Later improvements involved copying /deno-dir from the build stage to make use of the cached dependencies and copying a /home/deno created in the build stage to /home/nonroot. With this approach, I can continue to mount an ephemeral volume over the home directory at runtime as well as drop all privileges. The dive tool now reports 99% efficiency and everything is tolerably well isolated.

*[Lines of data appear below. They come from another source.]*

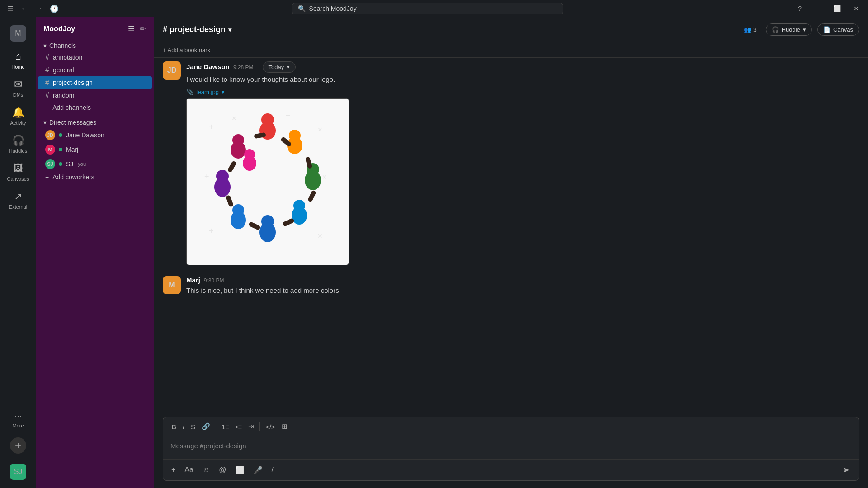  What do you see at coordinates (95, 164) in the screenshot?
I see `sidebar-item-sj: SJ SJ you` at bounding box center [95, 164].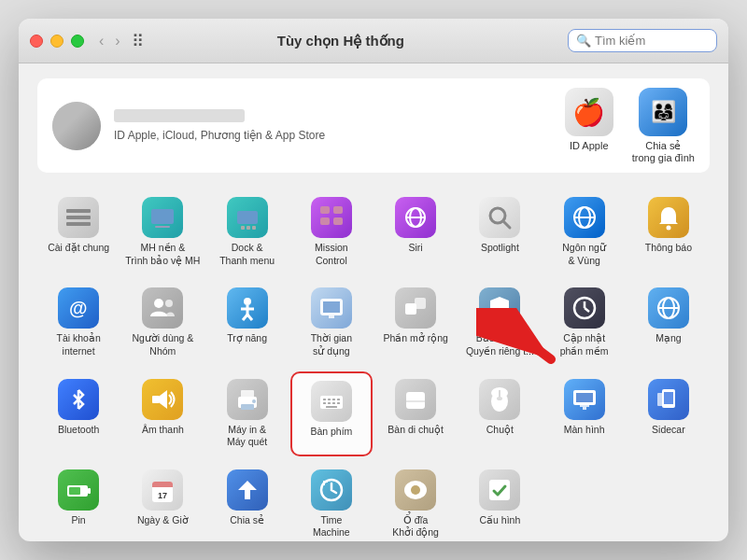 The width and height of the screenshot is (747, 560). I want to click on family-share-icon: 👨‍👩‍👧 Chia sẻ trong gia đình, so click(663, 125).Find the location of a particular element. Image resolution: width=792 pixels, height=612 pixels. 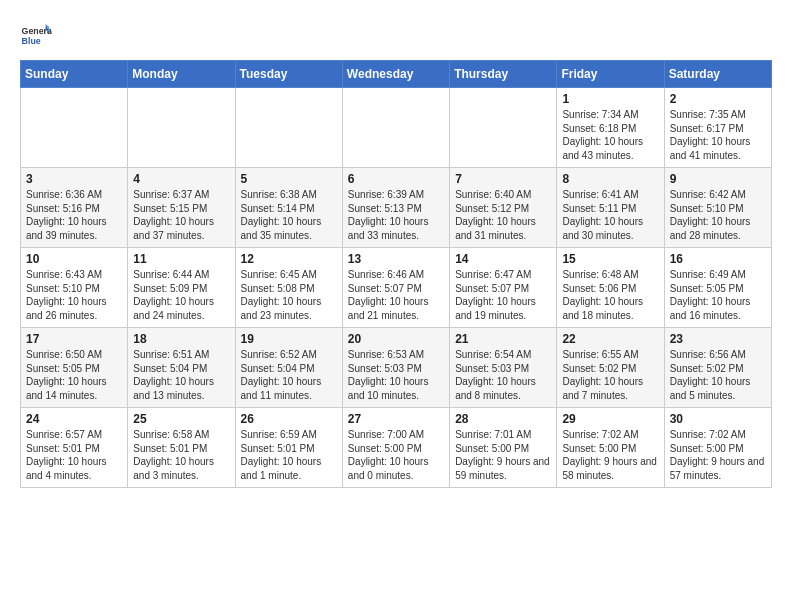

I wanted to use deno compile to create a standalone binary, just for fun. Sadly, it gave me a type error. Upgrading from Fresh v1.1.5 to v1.3.1 and Deno v1.33 to v1.36 made it succeed, but no pages would load:

OutputAn error occurred during route handling or page rendering. ReferenceError: React is not defined
    at Object.App (file:///D:/Media/My/www/lab/routes/_app.tsx:5:5)
    at https://esm.sh/v130/preact-render-to-string@5.2.6/X-ZS8q/denonext/preact-render-to-string.mjs:12:1830
    at T (https://esm.sh/v130/preact-render-to-string@5.2.6/X-ZS8q/denonext/preact-render-to-string.mjs:12:1857)
    at T (https://esm.sh/v130/preact-render-to-string@5.2.6/X-ZS8q/denonext/preact-render-to-string.mjs:12:1933)
    at T (https://esm.sh/v130/preact-render-to-string@5.2.6/X-ZS8q/denonext/preact-render-to-string.mjs:12:1933)
    at z (https://esm.sh/v130/preact-render-to-string@5.2.6/X-ZS8q/denonext/preact-render-to-string.mjs:12:316)
    at renderInner (https://deno.land/x/fresh@1.3.1/src/server/render.ts:125:20)
    at renderSync (https://deno.land/x/fresh@1.3.1/src/server/render.ts:147:13)
    at https://deno.land/x/fresh@1.3.1/src/server/render.ts:197:46
    at Object.DEFAULT_RENDER_FN [as renderFn] (https://deno.land/x/fresh@1.3.1/src/server/render.ts:10:5)
ReferenceError: React is not defined
    at Object.App (file:///D:/Media/My/www/lab/routes/_app.tsx:5:5)
    at https://esm.sh/v130/preact-render-to-string@5.2.6/X-ZS8q/denonext/preact-render-to-string.mjs:12:1830
    at T (https://esm.sh/v130/preact-render-to-string@5.2.6/X-ZS8q/denonext/preact-render-to-string.mjs:12:1857)
    at T (https://esm.sh/v130/preact-render-to-string@5.2.6/X-ZS8q/denonext/preact-render-to-string.mjs:12:1933)
    at T (https://esm.sh/v130/preact-render-to-string@5.2.6/X-ZS8q/denonext/preact-render-to-string.mjs:12:1933)
    at z (https://esm.sh/v130/preact-render-to-string@5.2.6/X-ZS8q/denonext/preact-render-to-string.mjs:12:316)
    at renderInner (https://deno.land/x/fresh@1.3.1/src/server/render.ts:125:20)
    at renderSync (https://deno.land/x/fresh@1.3.1/src/server/render.ts:147:13)
    at https://deno.land/x/fresh@1.3.1/src/server/render.ts:197:46
    at Object.DEFAULT_RENDER_FN [as renderFn] (https://deno.land/x/fresh@1.3.1/src/server/render.ts:10:5)

A good time so far

Setting aside the architecture and the runtime compilation, the only major limitations of Fresh I’ve encountered so far are related to the lack of a layout mechanism, which was rectified in v1.4.0, and the absence of useful context in some areas, which was rectified in v1.2.0 (superseding my own simplistic attempt). I intend to update my project soon.

Other than that, the experience has been overwhelmingly positive. I can’t repeat this enough: Deno is fast. I’m fairly used to the slow React feedback loop. SvelteKit is much quicker, but never instantaneous. Using Fresh, going from merge request to new Docker image takes under a minute with tests. This enables shockingly quick and easy iteration on what are ultimately lightweight, progressively enhanced tools with absolutely no fat on them.